Installation: pip install --upgrade --quiet langchain-community langchain-openai
import os
import pprint
os.environ["SERPER_API_KEY"] = "your-serper-api-key"
from langchain_community.utilities import GoogleSerperAPIWrapper
search = GoogleSerperAPIWrapper()
search.run("Top 5 programming languages in 2025")
5. SerpAPI
SerpApi offers a powerful Google Search API, along with support for additional search engines, delivering structured Search Engine Results Page data. It features robust infrastructure, including global IPs, a complete browser cluster, and CAPTCHA solving to ensure reliable and accurate results. Additionally, SerpApi provides advanced parameters, such as precise location controls through the location parameter and a /locations.json helper.

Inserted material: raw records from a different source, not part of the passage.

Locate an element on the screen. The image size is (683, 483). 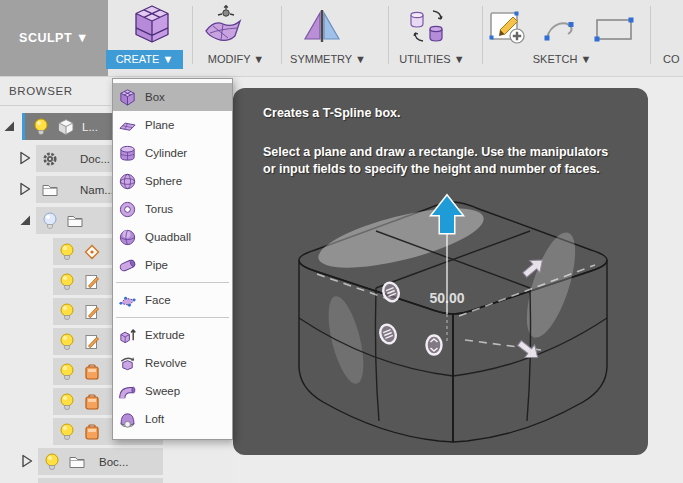
symmetry-icon is located at coordinates (322, 28).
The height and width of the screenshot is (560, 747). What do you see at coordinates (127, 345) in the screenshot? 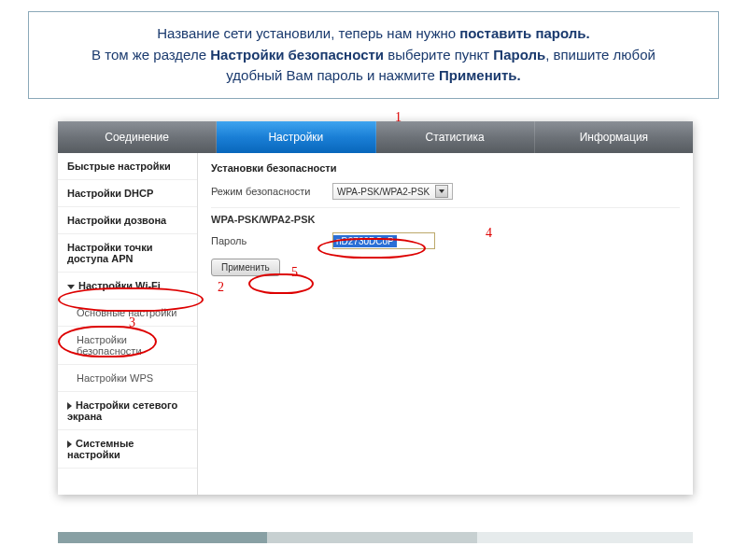
I see `sidebar-item-wifi-security: Настройки безопасности` at bounding box center [127, 345].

Installation: pip install google-search-results
from serpapi import GoogleSearch
params = {
"engine": "google_news", # use Google News engine
"q": "Artificial Intelligence", # search query
"hl": "en", # language
"gl": "us", # country
"api_key": "secret_api_key" # replace with your SerpAPI key
}
search = GoogleSearch(params)
results = search.get_dict()
# Print top 5 news results with title + link
for idx, article in enumerate(results.get("news_results", []), start=1):
print(f"{idx}. {article['title']} - {article['link']}")
6. SearchApi
SearchApi offers real-time SERP scraping across many engines and verticals, exposing Google Web along with specialized endpoints such as Google News, Scholar, Autocomplete, Lens, Finance, Patents, Jobs, and Events, plus non-Google sources like Amazon, Bing, Baidu, and Google Play; this breadth lets agents target the right vertical while keeping a single JSON schema and consistent integration path.
import requests
url = "https://www.searchapi.io/api/v1/search"
params = {
"engine": "google_maps",
"q": "best sushi restaurants in New York"
}
response = requests.get(url, params=params)
print(response.text)
7. Brave Search
Brave Search offers a privacy-first API on an independent web index, with endpoints for web, news, and images that work well for grounding LLMs without user tracking. It’s developer-friendly, performant, and includes a free usage plan.
import requests
url = "https://api.search.brave.com/res/v1/web/search"
headers = {
"Accept": "application/json",
"Accept-Encoding": "gzip",
"X-Subscription-Token": ""
}
params = {
"q": "greek restaurants in san francisco"
}
response = requests.get(url, headers=headers, params=params)
if response.status_code == 200:
data = response.json()
print(data)
else:
print(f"Error {response.status_code}: {response.text}")
Wrapping Up
I pair search APIs with Cursor IDE through MCP Search to pull fresh documentation right inside my editor, which speeds up debugging and improves my programming flow. These tools power real-time web applications, agentic RAG workflows, and more, while keeping outputs grounded and reducing hallucinations in sensitive scenarios.
Key advantages:
- Customization for precise queries, including filters, freshness windows, region, and language
- Flexible output formats like JSON, Markdown, or plaintext for seamless agent handoffs
- The option to search and scrape the web to enrich context for your AI agents
- Free tiers and affordable usage-based pricing so you can experiment and scale without worry
Pick the API that matches your stack, latency needs, content coverage, and budget. If you need a place to start, I highly recommend Firecrawl and Tavily. I use both almost every day.
Abid Ali Awan (@1abidaliawan) is a certified data scientist professional who loves building machine learning models. Currently, he is focusing on content creation and writing technical blogs on machine learning and data science technologies. Abid holds a Master’s degree in technology management and a bachelor’s degree in telecommunication engineering. His vision is to build an AI product using a graph neural network for students struggling with mental illness.